-
-
Notifications
You must be signed in to change notification settings - Fork 382
New issue
Have a question about this project? Sign up for a free GitHub account to open an issue and contact its maintainers and the community.
By clicking “Sign up for GitHub”, you agree to our terms of service and privacy statement. We’ll occasionally send you account related emails.
Already on GitHub? Sign in to your account
feat(docs): added accessibility guide #2122
base: main
Are you sure you want to change the base?
Conversation
There was a problem hiding this comment.
Choose a reason for hiding this comment
The reason will be displayed to describe this comment to others. Learn more.
- The content of the images is not accessible, the alt text is different from the content of the image. I would generally prefer if we moved the text out of the images and made them just normal text.
- Would be nice to have a section on flashing images and use reduce motion as well
- Also
aria-label
is not perfect, using something like RadixUIsAccessibleIcon
is something that we should point people to use instead. - A section on who this for and why you should do this would also be nice.
We can also point people to resources that they should reference, be it just the WCAG or even component libraries or guides like https://inclusive-components.design/toggle-button/ |
For the most part this is entirely intentional, these are illustrations, I've added accessible text where there was information otherwise missing, but most of these illustrations contain redundant information that is not useful to be read out as is. There's probably room for improvement, on that I can agree.
We don't really have ootb support for such animations, so I'm not entirely sure if it's relevant within the context of Lucide.
Well, the current guide does recommend not using it in places where it's problematic, but you're right, there probably space for some more nuance about this.
Is it not for everyone using Lucide? 🧌
Great idea, we should definitely add a "Further resources" section! |
Example: Your should give your icons enough contrast so people with visual impairments, be it physical or just them being outside in the glaring sun can still get the amazing benefit of looking at those cute icons. |
Tailwind based example: You can do |
Yeah, but this is entirely dependant on Tailwind, I think it should be their responsibility to educate people about using their animations responsibly. :) (To be frank, this should be their default, it shouldn't be something to opt into.) |
…rate on not using it.
docs/images/a11y/alttext-buttons.svg
Outdated
There was a problem hiding this comment.
Choose a reason for hiding this comment
The reason will be displayed to describe this comment to others. Learn more.
We could even set aria-hidden="true"
on decorative icons like that.
There was a problem hiding this comment.
Choose a reason for hiding this comment
The reason will be displayed to describe this comment to others. Learn more.
Did some actuall user research on this, having decortive images be read out as image
by your screen reader is apperently super annoying.
So 👍 for adding aria-hidden="true"
.
There was a problem hiding this comment.
Choose a reason for hiding this comment
The reason will be displayed to describe this comment to others. Learn more.
I'm a bit confused, does this mean that simple SVGs with no accessible text are currently being read out? 🤔
There was a problem hiding this comment.
Choose a reason for hiding this comment
The reason will be displayed to describe this comment to others. Learn more.
There was a problem hiding this comment.
Choose a reason for hiding this comment
The reason will be displayed to describe this comment to others. Learn more.
Oh jeez louise, that's awful. 🤮
+1 for adding aria-hidden then. Best course of action would actually be to automatically add that no matter what.
There was a problem hiding this comment.
Choose a reason for hiding this comment
The reason will be displayed to describe this comment to others. Learn more.
Hiding the icon by default sounds super dangerous.
As I see it there are 2 okayish options:
- Add a default label that is a descriptive representation of the icon. Set default `aria-label` or add `<title>` to SVG for accessibility #2121
- Make setting a
label
/aria-hidden
attribute mandatory and well documented for when to use what.
There was a problem hiding this comment.
Choose a reason for hiding this comment
The reason will be displayed to describe this comment to others. Learn more.
- Add a default label that is a descriptive representation of the icon. Set default `aria-label` or add `<title>` to SVG for accessibility #2121
Terrible-terrible idea, as I've already explained in #2121:
- Accessible labels on functional icons should describe the use case, not the graphical representation (and even that isn't necessarily unambiguous, especially considering abstract icons).
- Decorative icons on the other hand should have no accessible label whatsoever.
- Make setting a label / aria-hidden attribute mandatory and well documented for when to use what.
Supporting any kind of accessible label would lead to breaking changes, since we cannot use either <title>
nor aria-label="..."
as already discussed in previous threads. That means we would have to add at least one extra element to the DOM and inject CSS where there previously were none (or use inline CSS for our visually-hidden
util).
Hiding the icon by default sounds super dangerous.
I don't really see why, it is practically never advisable to set an accessible label on an icon itself, but instead on other interactive elements, or using some kind of visually-hidden
/sr-only
util class, but that by nature will be on a different element as well.
closes #2121
What is the purpose of this pull request?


Exercise instructions: Only the text should come through, so restate the listing exactly and drop its images.

Data shown:
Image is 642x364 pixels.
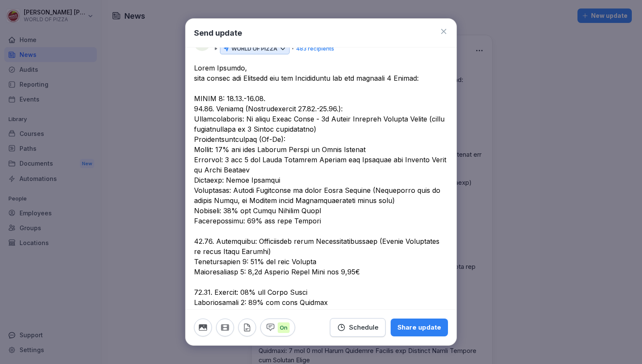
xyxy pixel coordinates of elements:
h1: Send update [194,27,242,39]
button: Schedule [330,318,385,336]
p: On [278,322,290,333]
p: WORLD OF PIZZA [232,45,277,53]
button: On [260,318,295,336]
button: Share update [390,318,448,336]
div: Schedule [337,323,379,332]
p: 483 recipients [296,45,334,53]
div: Share update [397,323,441,332]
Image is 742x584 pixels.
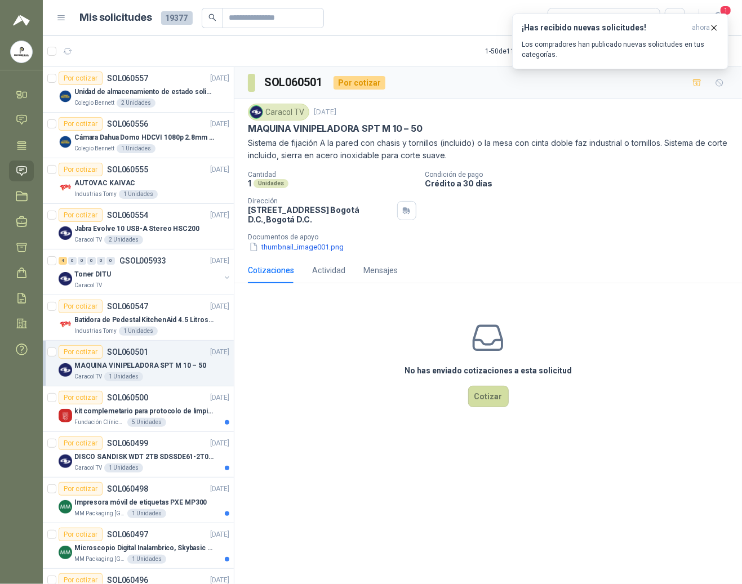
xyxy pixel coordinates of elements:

Solution below:
Image is 642x364 pixels.
xyxy pixel coordinates of elements:
h1: Send update [194,27,242,39]
button: Schedule [330,318,385,336]
p: On [278,322,290,333]
p: WORLD OF PIZZA [232,45,277,53]
button: On [260,318,295,336]
button: Share update [390,318,448,336]
div: Schedule [337,323,379,332]
p: 483 recipients [296,45,334,53]
div: Share update [397,323,441,332]
Image is 742x584 pixels.
xyxy pixel coordinates of elements:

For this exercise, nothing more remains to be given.